If your Monday evenings typically involve doom-scrolling through City Hall budget reports and wondering where your tax dollars went, might we suggest a healthier coping mechanism? Mirthquake, a weekly live comedy night in the Richmond, is offering stand-up and $5 drinks — which, by San Francisco standards, practically qualifies as a charitable donation to your wallet.

The Richmond District doesn't always get the nightlife love that the Mission or Hayes Valley commands, but that's part of what makes something like this work. It's low-key, it's neighborhood-driven, and it's the kind of small-business, community-level entertainment that actually makes a city livable — no six-figure municipal grant required.

Let's be honest: San Francisco could use more of this energy. Not everything needs to be a $200-a-ticket gala or a city-sponsored festival that takes eighteen months of permitting. Sometimes a Monday night comedy show with affordable drinks is exactly the kind of grassroots, entrepreneurial move that keeps a neighborhood feeling alive. Someone saw an opportunity, booked some comics, priced drinks so people would actually show up, and skipped the red tape.
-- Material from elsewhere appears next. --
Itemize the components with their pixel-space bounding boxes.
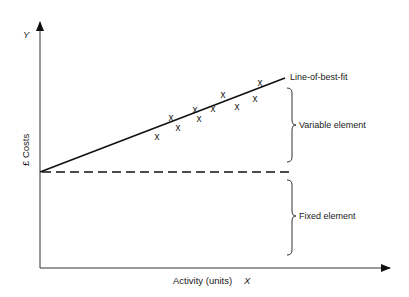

For a city that's been wrestling with empty storefronts and questions about its cultural vitality, these small bets matter more than people think. Every packed room on a weeknight is a tiny vote of confidence in San Francisco's future — one that didn't cost taxpayers a dime.

So if you're in the Richmond on a Monday and you've got a few bucks to spare, go laugh at something that isn't the city budget. You've earned it.